Secondly, I personally add a healthy midrange boost at the back end of all my live patches. It helps to simulate that live loud real amp midrange push real amps have.

I have recently switched to $1200 ultimate ear in-ears and love the sound.

Good luck, I do remember a similar frustration early on in my axefx gigging.

Would you share your settings for such healthy midrnge boost ? Thanks a lot. I m interested in seing how to get this mid boost without get the sound "thinner".
 
Of course you don't change the amp, but you tweak the knobs. Don't you? :) Just play the same? :eek: If they are very different guitars, it wouldn't work i guess.

(

Different guitars sound different - thats the point of different guitars. If you use a real amp - all guitars sound different as well. You can change settings every time you change guitars, but how many do that.
Ultimately, with a single valve amp, you set it up for your main guitar, then use alternate guitars for different tones. If you need the same tone (say for use with a backup guitar) - then you need two guitars the same.

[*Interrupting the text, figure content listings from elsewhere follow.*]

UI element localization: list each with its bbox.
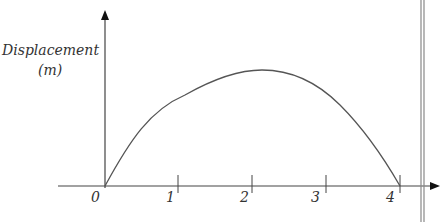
displacement-curve xyxy=(105,70,400,186)
y-axis-unit: (m) xyxy=(38,62,62,78)
y-axis-arrow-icon xyxy=(101,10,109,20)
tick-label-3: 3 xyxy=(311,189,320,205)
x-axis-arrow-icon xyxy=(430,182,440,190)
tick-label-0: 0 xyxy=(91,189,100,205)
tick-label-2: 2 xyxy=(240,189,249,205)
displacement-chart xyxy=(0,0,440,222)
tick-label-4: 4 xyxy=(386,189,395,205)
tick-label-1: 1 xyxy=(166,189,175,205)
y-axis-label: Displacement xyxy=(2,42,99,58)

I use a Tele as my main guitar in my current band - but use a PRS CU22 and occasionally a 335 as alternates --- to get THAT flavour of tone for certain songs. They work fine through the same patch but dont sound the same. There not supposed to - they sound like the guitar they are, and in the context of the song I use them in the tone is fine.
 
Different guitars sound different - thats the point of different guitars. If you use a real amp - all guitars sound different as well. You can change settings every time you change guitars, but how many do that.
Ultimately, with a single valve amp, you set it up for your main guitar, then use alternate guitars for different tones. If you need the same tone (say for use with a backup guitar) - then you need two guitars the same.

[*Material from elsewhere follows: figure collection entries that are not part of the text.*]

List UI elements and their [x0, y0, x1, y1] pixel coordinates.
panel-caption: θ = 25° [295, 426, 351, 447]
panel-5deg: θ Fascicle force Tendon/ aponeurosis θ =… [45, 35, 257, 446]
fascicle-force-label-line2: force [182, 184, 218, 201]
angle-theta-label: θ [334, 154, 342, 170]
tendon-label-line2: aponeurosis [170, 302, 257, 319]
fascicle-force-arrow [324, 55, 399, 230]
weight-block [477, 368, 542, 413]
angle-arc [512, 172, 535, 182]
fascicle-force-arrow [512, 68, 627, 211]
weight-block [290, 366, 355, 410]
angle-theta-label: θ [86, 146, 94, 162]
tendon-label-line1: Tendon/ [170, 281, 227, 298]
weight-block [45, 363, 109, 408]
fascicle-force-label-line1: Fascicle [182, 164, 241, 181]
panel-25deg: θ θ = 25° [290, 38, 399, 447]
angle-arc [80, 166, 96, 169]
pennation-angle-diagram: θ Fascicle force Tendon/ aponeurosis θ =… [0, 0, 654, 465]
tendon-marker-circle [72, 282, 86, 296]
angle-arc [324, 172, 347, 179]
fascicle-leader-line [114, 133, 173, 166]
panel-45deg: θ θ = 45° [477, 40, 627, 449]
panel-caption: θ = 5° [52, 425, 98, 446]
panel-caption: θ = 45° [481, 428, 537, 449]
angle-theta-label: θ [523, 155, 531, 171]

I use a Tele as my main guitar in my current band - but use a PRS CU22 and occasionally a 335 as alternates --- to get THAT flavour of tone for certain songs. They work fine through the same patch but dont sound the same. There not supposed to - they sound like the guitar they are, and in the context of the song I use them in the tone is fine.

I'm not agreeing this. On a real cab and amp from what I hear it's okay, they sound different.

But different guitar same patch, doesn't sound different. It sounds bad.
 
Would you share your settings for such healthy midrnge boost ? Thanks a lot. I m interested in seing how to get this mid boost without get the sound "thinner".

Yek has posted my original Thread on the subject, but simply:

769hz at .35Q up +4db (parametric eq).

I've been experimenting with 666Hz lately with good results.